Why do political organizations split? Drawing insight from organizational theory and social movement literature, this article explores the effect of organizational factors on group schism. Using a new data set of 112 ethnopolitical organizations in the Middle East, the article examines to what extent organizational factors such as leadership structure, organizational legality, and tactical intensity, as well as contextual variables such as state violence and external support for the organization, influence group schism. Findings show that organizations with a factional or competing leadership structure and those that use violence as a tactic are at a greater risk to split. Contrary to research on political parties, which highlight the importance of factional leadership structure in relation to the maintenance and growth of the party organization, findings suggest that competing leadership structure, along with the employment of tactical violence, precipitates ethnopolitical organizational fission and eventual splintering.
Economic, cultural, and political opportunity structures have been separately shown to facilitate and constrain abortion rights. We examine two central and related questions: First, which factors explain liberalization of different types of abortion laws? Second, which factor or set of factors is the most important in explaining abortion laws? The cross-national literature suggests a three-pronged explanation for the existence of abortion rights, including politics, economics, and culture. We parse these out into the structural and empowerment components of each, and posit a theory of rights in which empowerment factors are at least as important, if not more important, for explaining change than structural factors. To test this, we examine the impact of these components on the liberalization of abortion rights globally utilizing a distributed lag model. We find that an empowerment approach explains the liberalization of abortion laws better than a structural approach in terms of politics, but that a structural approach is a better predictor in terms of culture, and that both empowerment and structural factors are important predictors when economic factors are taken into account. We conclude with a discussion of the implications of these findings for understanding policy change and human rights on a global scale.
A significant goal of public administrators in this era of shrinking public funds has been to find ways to enhance and measure organizational capacity and sustainability with minimal outlays of resources. One attempt to address this goal was the Rural Pilot Program, funded by the Office of Violence Against Women in the U.S. Department of Justice. Based on the evaluation of the program, this article (1) describes how capacity was measured, (2) discusses the validation and utility of a self‐administered instrument, and (3) examines whether and to what extent organizational capacity is enhanced by an intermediary funding model. Modest positive changes were found in two areas—organizational staffing and information technology—but no changes were found in other areas. The article concludes with recommendations for designing future programs to enhance capacity and sustainability and for public administrators and grant makers in utilizing self‐administered capacity instruments.
W hat factors make it more likely that non-state organizations will target civilians as a political strategy? This study examines targeting civilians as a tactical and normative choice, and hypothesizes that the targeting of civilians (compared to the general use of violence) is a function of the ideological make-up of organizations, organization weakness and state repression. Other factors related to organizational capability will not have a differential impact on the likelihood that an organization will target civilians for violence. This article uses data from the Minorities at Risk Organizational Behavior database to examine these issues with respect to ethno-political organizations. It argues that the typical analytic focus on general violence obscures understanding of the factors that lead to targeting civilians. It finds that targeting civilians-while similar in some respects to the use of general violence-is different, particularly with respect to organizational ideology.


What is needed: If an entry below holds a picture, leave the picture out and print the rest exactly.

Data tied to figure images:
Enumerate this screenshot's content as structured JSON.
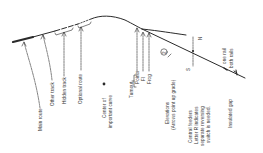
{
  "colors": {
    "ink": "#2a2a2a",
    "background": "#ffffff"
  },
  "labels": {
    "main_route": "Main route",
    "other_track": "Other track",
    "hidden_track": "Hidden track",
    "optional_route": "Optional route",
    "center_curve_1": "Center of",
    "center_curve_2": "important curve",
    "turnout": "Turnout",
    "points": "Points",
    "fl": "Fl",
    "frog": "Frog",
    "elevations_1": "Elevations",
    "elevations_2": "(Arrows point up grade)",
    "feeders_1": "Central feeders",
    "feeders_2": "Letter R indicates",
    "feeders_3": "separate reversing",
    "feeders_4": "switch is needed.",
    "insulated_gap": "Insulated gap",
    "one_rail": "one rail",
    "both_rails": "both rails",
    "elevation_marker": "2",
    "north": "N",
    "south": "S"
  }
}
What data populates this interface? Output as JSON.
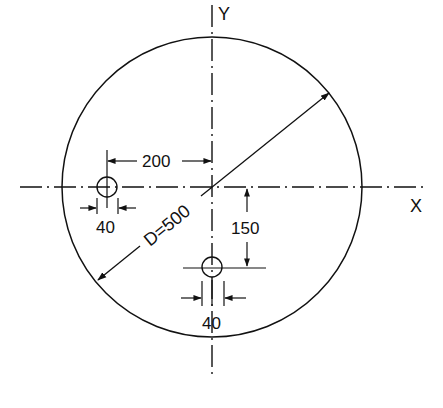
{
  "diagram": {
    "type": "engineering-drawing",
    "axes": {
      "x_label": "X",
      "y_label": "Y"
    },
    "plate": {
      "shape": "circle",
      "diameter_label": "D=500",
      "diameter": 500
    },
    "holes": [
      {
        "name": "left-hole",
        "diameter": 40,
        "diameter_label": "40",
        "offset_label": "200",
        "offset_from_y_axis": 200
      },
      {
        "name": "bottom-hole",
        "diameter": 40,
        "diameter_label": "40",
        "offset_label": "150",
        "offset_from_x_axis": 150
      }
    ],
    "colors": {
      "line": "#111111",
      "background": "#ffffff"
    }
  }
}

Solution to this exercise:
Enumerate this screenshot's content as structured JSON.
{
  "colors": {
    "ink": "#2a2a2a",
    "background": "#ffffff"
  },
  "labels": {
    "main_route": "Main route",
    "other_track": "Other track",
    "hidden_track": "Hidden track",
    "optional_route": "Optional route",
    "center_curve_1": "Center of",
    "center_curve_2": "important curve",
    "turnout": "Turnout",
    "points": "Points",
    "fl": "Fl",
    "frog": "Frog",
    "elevations_1": "Elevations",
    "elevations_2": "(Arrows point up grade)",
    "feeders_1": "Central feeders",
    "feeders_2": "Letter R indicates",
    "feeders_3": "separate reversing",
    "feeders_4": "switch is needed.",
    "insulated_gap": "Insulated gap",
    "one_rail": "one rail",
    "both_rails": "both rails",
    "elevation_marker": "2",
    "north": "N",
    "south": "S"
  }
}
What data populates this interface? Output as JSON.
{
  "diagram": {
    "type": "engineering-drawing",
    "axes": {
      "x_label": "X",
      "y_label": "Y"
    },
    "plate": {
      "shape": "circle",
      "diameter_label": "D=500",
      "diameter": 500
    },
    "holes": [
      {
        "name": "left-hole",
        "diameter": 40,
        "diameter_label": "40",
        "offset_label": "200",
        "offset_from_y_axis": 200
      },
      {
        "name": "bottom-hole",
        "diameter": 40,
        "diameter_label": "40",
        "offset_label": "150",
        "offset_from_x_axis": 150
      }
    ],
    "colors": {
      "line": "#111111",
      "background": "#ffffff"
    }
  }
}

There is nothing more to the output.